A Quote by John Ralston Saul

An individual who stands out, or disagrees or takes risks is a danger to such systems and is effortlessly and, unconsciously sidelined. — © John Ralston Saul
An individual who stands out, or disagrees or takes risks is a danger to such systems and is effortlessly and, unconsciously sidelined.
Abstract systems depend on trust, yet they provide none of the moral rewards which can be obtained from personalised trust, or were often available in traditional settings from the moral frameworks within which everyday life was undertaken. Moreover, the wholesale penetration of abstract systems into daily life creates risks which the individual is not well placed to confront; high-consequence risks fall into this category. Greater interdependence, up to and including globally independent systems, means greater vulnerability when untoward events occur that affect those systems as a whole.
There's a real danger in trying to stay king of the mountain. You stop taking risks, you stop being as creative, because you're trying to maintain a position. Apart from anything else that really takes the fun out of it.
There are some risks we choose to take because the benefits from taking them exceed the possible costs. Optimal behavior takes risks that are worthwhile. This is the central paradigm of finance: we must take risks to achieve rewards, but not all risks are equally rewarded.
The thing is doing it, that's what it's all about. Not in the results of it. After all what is a risk? It's a risk not to take risks. Otherwise, you can go stale and repeat yourself. I don't feel like a person who takes risks. Yet there's something within me that must provoke controversy because I find it wherever I go. Anybody who cares about what he does takes risks.
When large companies take on risk, then they impose risks on the rest of the system. And these are systemic risks and these systemic risks we never used to think were really that important, but as soon as we recognize how the financial sector - the risks the financial sector takes on can impact the entire global economy, we realize that those risks needed to be controlled for the social good.
An individual dies ... when, instead of taking risks and hurling himself toward being, he cowers within, and takes refuge there.
In order for people to be happy, sometimes they have to take risks. It's true these risks can put them in danger of being hurt.

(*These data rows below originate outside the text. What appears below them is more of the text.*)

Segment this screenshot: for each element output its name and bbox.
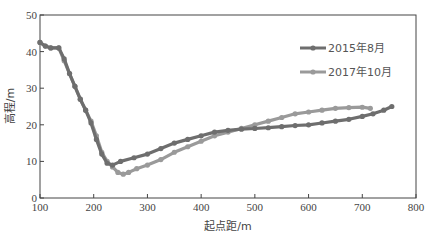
data-point-marker (319, 108, 324, 113)
data-point-marker (279, 115, 284, 120)
legend-item: 2015年8月 (300, 41, 385, 55)
data-point-marker (370, 111, 375, 116)
elevation-profile-chart: 100200300400500600700800 01020304050 起点距… (0, 0, 433, 234)
data-point-marker (368, 106, 373, 111)
data-point-marker (121, 172, 126, 177)
data-point-marker (126, 170, 131, 175)
data-point-marker (88, 120, 93, 125)
data-point-marker (134, 166, 139, 171)
data-point-marker (239, 127, 244, 132)
data-point-marker (293, 111, 298, 116)
data-point-marker (67, 71, 72, 76)
data-point-marker (37, 40, 42, 45)
data-point-marker (78, 97, 83, 102)
data-point-marker (118, 159, 123, 164)
data-point-marker (279, 124, 284, 129)
data-point-marker (306, 109, 311, 114)
x-tick-label: 500 (247, 201, 264, 213)
x-tick-label: 700 (354, 201, 371, 213)
data-point-marker (158, 157, 163, 162)
data-point-marker (266, 119, 271, 124)
legend-marker-icon (310, 69, 315, 74)
y-axis-title: 高程/m (3, 88, 17, 124)
data-point-marker (333, 106, 338, 111)
data-point-marker (360, 105, 365, 110)
y-tick-label: 10 (26, 155, 38, 167)
data-point-marker (346, 105, 351, 110)
data-point-marker (360, 114, 365, 119)
data-point-marker (185, 144, 190, 149)
data-point-marker (62, 56, 67, 61)
data-point-marker (72, 84, 77, 89)
legend-label: 2017年10月 (328, 65, 392, 79)
y-tick-label: 20 (26, 119, 38, 131)
data-point-marker (172, 141, 177, 146)
data-point-marker (115, 170, 120, 175)
y-tick-label: 30 (26, 82, 38, 94)
data-point-marker (110, 162, 115, 167)
data-point-marker (83, 108, 88, 113)
series-line (40, 43, 392, 166)
x-axis-title: 起点距/m (204, 220, 251, 233)
legend-label: 2015年8月 (328, 41, 385, 55)
data-point-marker (199, 139, 204, 144)
data-point-marker (225, 128, 230, 133)
data-point-marker (333, 119, 338, 124)
y-tick-label: 50 (26, 9, 38, 21)
data-point-marker (145, 162, 150, 167)
x-tick-label: 400 (193, 201, 210, 213)
data-point-marker (212, 130, 217, 135)
y-tick-label: 40 (26, 46, 38, 58)
data-point-marker (99, 151, 104, 156)
x-tick-label: 800 (408, 201, 425, 213)
data-point-marker (158, 146, 163, 151)
legend: 2015年8月2017年10月 (300, 41, 392, 79)
data-point-marker (266, 125, 271, 130)
data-point-marker (185, 137, 190, 142)
series-layer (37, 40, 394, 177)
data-point-marker (145, 151, 150, 156)
legend-marker-icon (310, 45, 315, 50)
series-1 (37, 40, 373, 177)
data-point-marker (43, 44, 48, 49)
data-point-marker (381, 108, 386, 113)
x-tick-label: 300 (139, 201, 156, 213)
data-point-marker (56, 45, 61, 50)
data-point-marker (346, 117, 351, 122)
x-tick-label: 600 (300, 201, 317, 213)
legend-item: 2017年10月 (300, 65, 392, 79)
x-axis: 100200300400500600700800 (32, 194, 425, 213)
data-point-marker (199, 133, 204, 138)
data-point-marker (94, 137, 99, 142)
data-point-marker (252, 126, 257, 131)
data-point-marker (319, 120, 324, 125)
x-tick-label: 200 (85, 201, 102, 213)
data-point-marker (105, 161, 110, 166)
y-tick-label: 0 (32, 192, 38, 204)
data-point-marker (131, 155, 136, 160)
data-point-marker (306, 122, 311, 127)
data-point-marker (293, 123, 298, 128)
series-0 (37, 40, 394, 168)
y-axis: 01020304050 (26, 9, 44, 204)
data-point-marker (389, 104, 394, 109)
data-point-marker (172, 150, 177, 155)
data-point-marker (48, 45, 53, 50)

Not so long ago people believed in ideologies, systems, and institutions to save all societies. Today, they have given up such hopes and have returned to relying on the individual, on individual freedom, individual initiative, individual creativity.
There will be some fundamental assumptions which adherents of all the variant systems within the epoch unconsciously presuppose. Such assumptions appear so obvious that people do not know what they are assuming because no other way of putting things has ever occurred to them. With these assumptions a certain limited number of types of philosophic systems are possible, and this group of systems constitutes the philosophy of the epoch.
Rihanna takes risks, and I love a woman who takes risks. It just goes to show you have your own mind and your own way of thinking.
Faith is precisely the paradox that the single individual as the single individual is higher than the universal, is justified before it, not as inferior to it but superior - yet in such a way, please note, that it is the single individual who, after being subordinate as the single individual to the universal, now by means of the universal becomes the single individual who as the single individual is superior, that the single individual as the single individual stands in an absolute relation to the absolute.
Most investors say "Don't take risks." The rich investor takes risks.
There are plenty of risks when we encourage "investment" or commoditization of natural resources, as power dynamics may mean that poor people (who are often marginalized and have less power) are sidelined by more powerful interests when money is involved.
We learn differently as children than as adults. For grown-ups, learning a new skill is painful, attention-demanding, and slow. Children learn unconsciously and effortlessly.
Erasing the ALJ process, even if it takes legislation, will not deny anyone due individual process, generate added litigation risks or substantially increase workloads for commissioners or staff.
In any awards ceremony, if you're a finicky person like myself, you can pick a multitude of things to nag about. I get frustrated with the comedy category because it feels like it gets sidelined a lot of the time for all kinds of things - not sidelined, marginalized.